Following actually picking and buying a NAS in Home NAS Part 1 the initial setup of the Synology is of course very easy. If you don't get distracted by all the buttons and spend days and days with "what's it do? what's this do? what's this do?"
First of all I should have gotten one of these 2 bay NAS *ages* ago and even the cheapest model would be fine. So I'll start with the list of things that are overkill in my setup.
- Dual-LAN. I just don't have enough concurrent devices to ever possibly saturate my network and since everything is WiFi even if I did, that would still be below 1 Gb that a single link would do. But it does afford a backup in case of failing cable or network port so I'm still using it.
- NVMe cache. If I can't even fill up the WiFis how could I possibly saturate the drives? I at least held back from the 2xNVMe which would add write caching as well as read caching. Current reported cache usage on the 500 GB NVMe? ~350 MB. While theoretically possible I might one day get a performance boost, does seem unlikely, don't it? It does reduce drive activity so I'll keep it in the theory that maybe the drives themselves will last longer.
- 4 TB drives. Okay so I just went with a drive size I had in budget. After copying all the data I wanted on there, usage is ~450 GB (are we seeing a pattern yet?). Truthfully, the bottom-end purchase price isn't that far off and it does forestall having to ever buy new drives except as replacements. Of all the overkill things, this is the least controversial under the heading "storage is cheap"
- Memory upgrade. Basically like the storage, I was building the spec and saw "oh, can upgrade memory, that sounds cool" and bought a DIMM for it. I think in theory I might eventually use some of that memory and the computing power in the device if I run Plex from there. Mostly I was paranoid that I wouldn't be able to get a compatible part in the future.
- The DS720+ itself comes with a 4 core CPU. I... Well it's just faster okay? We are not taking any further questions at this time.
This is to say this NAS is a miniature powerhouse relative to its task and purpose. I setup a couple initial shares, a couple accounts, and transferred all my files over.
Right away file share was far more stable than either the USB drive I'd tried attached to the ASUS router and far more reasonable than running a full sized desktop to be running all the time. Also really so much better to consolidate storage from many places.
The DS Finder app on mobile is used during initial setup and for general admin. Its been great so far, which I kind of expect for modern devices (like ASUS routers). One tidbit is that during setup you setup an account and the first account is a general admin which I went back in later to add a separated admin user and demoted my own "normal" account.
One awesome app on the Synology is Cloud Sync basically to pull down files from OneDrive and Google drive, and any number of accounts which gives me a real backup of all that data.

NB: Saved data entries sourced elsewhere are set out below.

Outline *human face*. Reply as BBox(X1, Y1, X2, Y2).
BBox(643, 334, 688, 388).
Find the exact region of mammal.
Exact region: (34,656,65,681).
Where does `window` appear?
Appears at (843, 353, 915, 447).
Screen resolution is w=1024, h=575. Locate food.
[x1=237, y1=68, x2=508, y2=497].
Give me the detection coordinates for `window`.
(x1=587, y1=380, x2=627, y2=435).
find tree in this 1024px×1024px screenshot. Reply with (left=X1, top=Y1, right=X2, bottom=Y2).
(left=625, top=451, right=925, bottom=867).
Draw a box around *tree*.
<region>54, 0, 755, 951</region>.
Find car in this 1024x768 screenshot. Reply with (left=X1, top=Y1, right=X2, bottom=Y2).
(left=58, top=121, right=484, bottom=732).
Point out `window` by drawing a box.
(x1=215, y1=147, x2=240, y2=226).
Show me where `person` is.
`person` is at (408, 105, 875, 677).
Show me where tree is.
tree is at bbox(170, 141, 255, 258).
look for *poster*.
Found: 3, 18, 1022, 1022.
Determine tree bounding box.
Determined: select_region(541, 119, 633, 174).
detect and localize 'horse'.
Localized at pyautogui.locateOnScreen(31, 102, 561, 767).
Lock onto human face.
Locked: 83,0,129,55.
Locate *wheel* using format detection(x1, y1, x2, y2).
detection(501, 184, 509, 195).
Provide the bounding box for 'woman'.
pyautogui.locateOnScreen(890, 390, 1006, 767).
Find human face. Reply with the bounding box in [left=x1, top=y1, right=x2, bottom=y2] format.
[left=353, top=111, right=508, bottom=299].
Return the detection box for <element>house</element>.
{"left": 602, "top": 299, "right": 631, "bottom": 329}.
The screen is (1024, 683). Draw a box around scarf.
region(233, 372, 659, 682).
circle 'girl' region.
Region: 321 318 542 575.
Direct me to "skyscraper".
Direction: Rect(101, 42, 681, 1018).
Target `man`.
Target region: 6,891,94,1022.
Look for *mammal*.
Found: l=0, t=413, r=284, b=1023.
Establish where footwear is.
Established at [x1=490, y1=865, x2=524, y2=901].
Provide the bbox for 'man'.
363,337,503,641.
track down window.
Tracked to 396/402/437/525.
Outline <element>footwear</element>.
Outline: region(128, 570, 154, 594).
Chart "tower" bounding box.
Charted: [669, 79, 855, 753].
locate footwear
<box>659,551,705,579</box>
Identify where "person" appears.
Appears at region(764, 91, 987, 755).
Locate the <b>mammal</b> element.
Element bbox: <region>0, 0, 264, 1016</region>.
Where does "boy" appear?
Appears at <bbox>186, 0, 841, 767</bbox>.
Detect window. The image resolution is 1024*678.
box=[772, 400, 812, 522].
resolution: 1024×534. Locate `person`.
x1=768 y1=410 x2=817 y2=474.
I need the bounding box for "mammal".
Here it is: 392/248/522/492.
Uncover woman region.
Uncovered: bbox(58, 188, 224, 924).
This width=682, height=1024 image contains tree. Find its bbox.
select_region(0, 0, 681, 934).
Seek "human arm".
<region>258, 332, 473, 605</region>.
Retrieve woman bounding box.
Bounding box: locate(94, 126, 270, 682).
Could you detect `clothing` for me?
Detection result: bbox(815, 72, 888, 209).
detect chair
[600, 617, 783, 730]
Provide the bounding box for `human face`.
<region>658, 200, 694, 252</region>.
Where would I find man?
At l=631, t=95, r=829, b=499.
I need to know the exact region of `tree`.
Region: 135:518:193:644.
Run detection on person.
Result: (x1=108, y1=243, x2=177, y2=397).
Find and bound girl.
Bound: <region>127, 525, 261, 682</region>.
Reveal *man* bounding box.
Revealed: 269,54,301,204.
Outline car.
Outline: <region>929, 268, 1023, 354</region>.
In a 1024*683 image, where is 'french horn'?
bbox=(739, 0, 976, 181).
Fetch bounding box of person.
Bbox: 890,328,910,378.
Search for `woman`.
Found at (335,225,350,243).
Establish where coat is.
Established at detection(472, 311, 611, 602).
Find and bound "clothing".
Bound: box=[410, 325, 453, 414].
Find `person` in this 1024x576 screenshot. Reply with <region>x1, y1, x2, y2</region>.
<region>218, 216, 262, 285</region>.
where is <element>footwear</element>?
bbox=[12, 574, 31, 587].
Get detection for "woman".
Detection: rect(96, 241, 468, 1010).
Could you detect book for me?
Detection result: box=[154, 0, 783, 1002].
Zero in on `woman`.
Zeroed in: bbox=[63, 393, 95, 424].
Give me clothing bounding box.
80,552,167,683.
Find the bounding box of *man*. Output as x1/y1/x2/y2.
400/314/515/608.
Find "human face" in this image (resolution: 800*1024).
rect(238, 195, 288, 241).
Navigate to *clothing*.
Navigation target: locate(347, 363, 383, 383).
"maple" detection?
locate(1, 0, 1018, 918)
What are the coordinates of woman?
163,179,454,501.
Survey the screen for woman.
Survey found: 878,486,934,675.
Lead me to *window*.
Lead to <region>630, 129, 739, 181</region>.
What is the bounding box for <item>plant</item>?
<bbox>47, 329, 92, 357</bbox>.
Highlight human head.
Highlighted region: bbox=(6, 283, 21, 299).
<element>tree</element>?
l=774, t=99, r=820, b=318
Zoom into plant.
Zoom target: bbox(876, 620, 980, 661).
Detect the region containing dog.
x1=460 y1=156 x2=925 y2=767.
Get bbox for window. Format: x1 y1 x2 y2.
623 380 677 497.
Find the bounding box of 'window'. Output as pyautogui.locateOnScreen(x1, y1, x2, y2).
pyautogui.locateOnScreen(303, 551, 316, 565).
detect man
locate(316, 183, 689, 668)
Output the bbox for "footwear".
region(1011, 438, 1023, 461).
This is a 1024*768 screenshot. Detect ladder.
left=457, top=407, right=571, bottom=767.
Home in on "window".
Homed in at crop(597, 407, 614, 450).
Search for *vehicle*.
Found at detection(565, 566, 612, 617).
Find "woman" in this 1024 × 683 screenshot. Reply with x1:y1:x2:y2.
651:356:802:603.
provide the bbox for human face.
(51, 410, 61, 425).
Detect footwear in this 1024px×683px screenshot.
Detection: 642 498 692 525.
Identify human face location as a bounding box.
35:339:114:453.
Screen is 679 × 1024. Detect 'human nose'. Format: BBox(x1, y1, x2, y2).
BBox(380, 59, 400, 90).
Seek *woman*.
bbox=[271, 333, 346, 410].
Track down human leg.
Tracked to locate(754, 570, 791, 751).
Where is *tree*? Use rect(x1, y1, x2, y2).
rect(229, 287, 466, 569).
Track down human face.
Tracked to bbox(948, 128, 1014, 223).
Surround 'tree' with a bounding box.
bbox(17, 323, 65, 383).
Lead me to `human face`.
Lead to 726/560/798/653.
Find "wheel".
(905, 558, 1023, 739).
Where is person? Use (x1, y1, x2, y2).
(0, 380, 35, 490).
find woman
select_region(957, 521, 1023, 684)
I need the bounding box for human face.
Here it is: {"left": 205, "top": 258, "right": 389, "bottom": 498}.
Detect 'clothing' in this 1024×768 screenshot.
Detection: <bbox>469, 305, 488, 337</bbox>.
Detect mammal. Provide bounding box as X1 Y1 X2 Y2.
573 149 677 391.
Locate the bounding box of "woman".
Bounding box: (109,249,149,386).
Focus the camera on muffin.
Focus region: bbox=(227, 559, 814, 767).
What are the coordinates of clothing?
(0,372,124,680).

The photos stuff I'm not 100% keen on as it looks like Synology has been trying different things over the years and that's the one thing that's really long term retention so not too confident there yet. It's not like the files go away so I am trying the Moments app which is scooping pictures from my phone and uploading them to the NAS. I went through the Google Takeout process to harvest all my photos that are up there and copy them to the NAS, plus the computer, plus the laptop, etc.
That's about as far as I've gotten so once I do start setting more up on there whether external access like to get files from mobile device while remote or Plex Server and dumping more multimedia on there, all kinds of cool stuff on there eventually.
Ciao
I took out the NVMe, disabling the cache, and re-used it in my workstation as primary drive 👍 Now a couple months later, ran the "cache advisor" and it recommended min 4GB cache size... <1% the size of NVMe so yeah, that was totally overkill. Good for re-purposing though so that's a plus. Also now managed to get ~1 TB used on the 4TB drives which is good. A measurable volume of usage and room for growth.